`ssh-copy-id` Is Still the Cleanest Way to Set Up SSH Key Login Without Manually Mangling `authorized_keys` on the Server
A practical guide to `ssh-copy-id` for enabling SSH public-key login cleanly instead of pasting keys into the wrong file with the wrong permissions.
Why this command matters: key-based SSH login is great right up until someone sets it up by hand badly enough to create a fresh round of auth problems.
If you want passwordless SSH access to a box you control, ssh-copy-id is still one of the easiest clean setups. It avoids a lot of manual mistakes around key placement and file handling.
The command
ssh-copy-id [email protected]This copies your public key to the remote account’s authorized_keys file so future logins can use key-based auth.
If you need a specific key:
ssh-copy-id -i ~/.ssh/id_ed25519.pub [email protected]That is useful when you manage multiple identities and do not want to spray the wrong key onto the server.
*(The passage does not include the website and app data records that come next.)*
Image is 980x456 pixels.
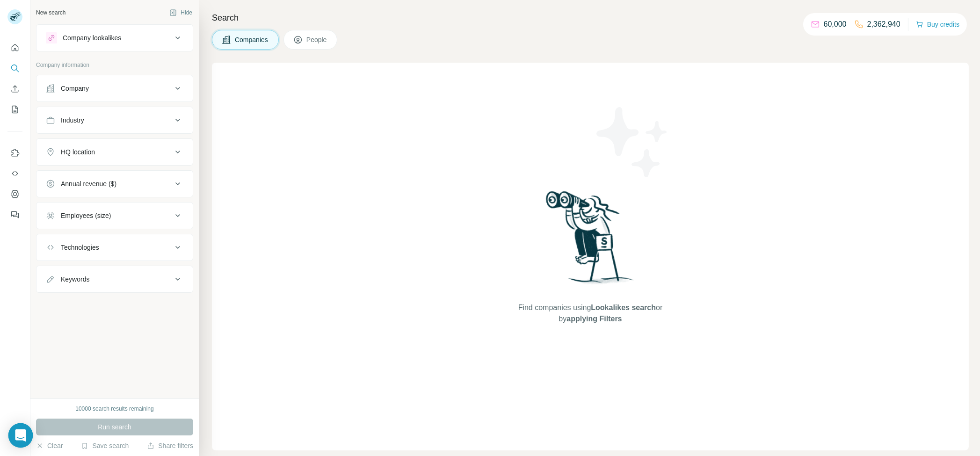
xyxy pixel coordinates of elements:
[61,274,89,284] div: Keywords
[37,236,193,258] button: Technologies
[36,441,63,450] button: Clear
[76,405,153,412] div: 10000 search results remaining
[8,40,22,56] button: Quick start
[823,18,846,30] p: 60,000
[61,83,89,93] div: Company
[36,61,193,69] p: Company information
[591,303,656,312] span: Lookalikes search
[61,179,116,189] div: Annual revenue ($)
[37,27,193,49] button: Company lookalikes
[8,60,22,76] button: Search
[61,115,84,125] div: Industry
[306,35,328,45] span: People
[9,423,33,448] div: Open Intercom Messenger
[61,211,110,220] div: Employees (size)
[163,6,199,19] button: Hide
[81,441,129,450] button: Save search
[590,100,674,184] img: Surfe Illustration - Stars
[234,35,269,45] span: Companies
[37,140,193,164] button: HQ location
[37,268,193,290] button: Keywords
[8,186,22,202] button: Dashboard
[61,147,95,157] div: HQ location
[8,165,22,182] button: Use Surfe API
[8,101,22,118] button: My lists
[8,206,22,223] button: Feedback
[515,302,665,324] span: Find companies using or by
[8,80,22,97] button: Enrich CSV
[147,441,193,450] button: Share filters
[37,172,193,195] button: Annual revenue ($)
[916,17,959,31] button: Buy credits
[63,33,121,43] div: Company lookalikes
[37,204,193,227] button: Employees (size)
[867,18,901,30] p: 2,362,940
[567,315,622,322] span: applying Filters
[541,189,639,292] img: Surfe Illustration - Woman searching with binoculars
[37,109,193,132] button: Industry
[212,12,968,24] h4: Search
[8,144,22,162] button: Use Surfe on LinkedIn
[36,9,66,16] div: New search
[37,77,193,100] button: Company
[61,243,99,252] div: Technologies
Why people mess this up manually
The hand-rolled version often goes wrong in predictable ways:
- wrong key appended
- pasted with formatting damage
- wrong user account targeted
- key added but later confused with server-side permission issues
ssh-copy-id reduces that surface area. It is not magic, but it is cleaner than editing auth files from memory.
Good verification loop
After copying the key:
ssh [email protected]If you are still prompted for a password, retry with:
ssh -vvv [email protected]That helps confirm whether:
- the right key is being offered
- the server accepts public-key auth
- the wrong identity file is still being used locally
Final recommendation
If you control the target box and want proper key login, use ssh-copy-id before you start pasting raw public keys into files by hand. It is still the cleanest way to cross the boring setup step without inventing new SSH problems.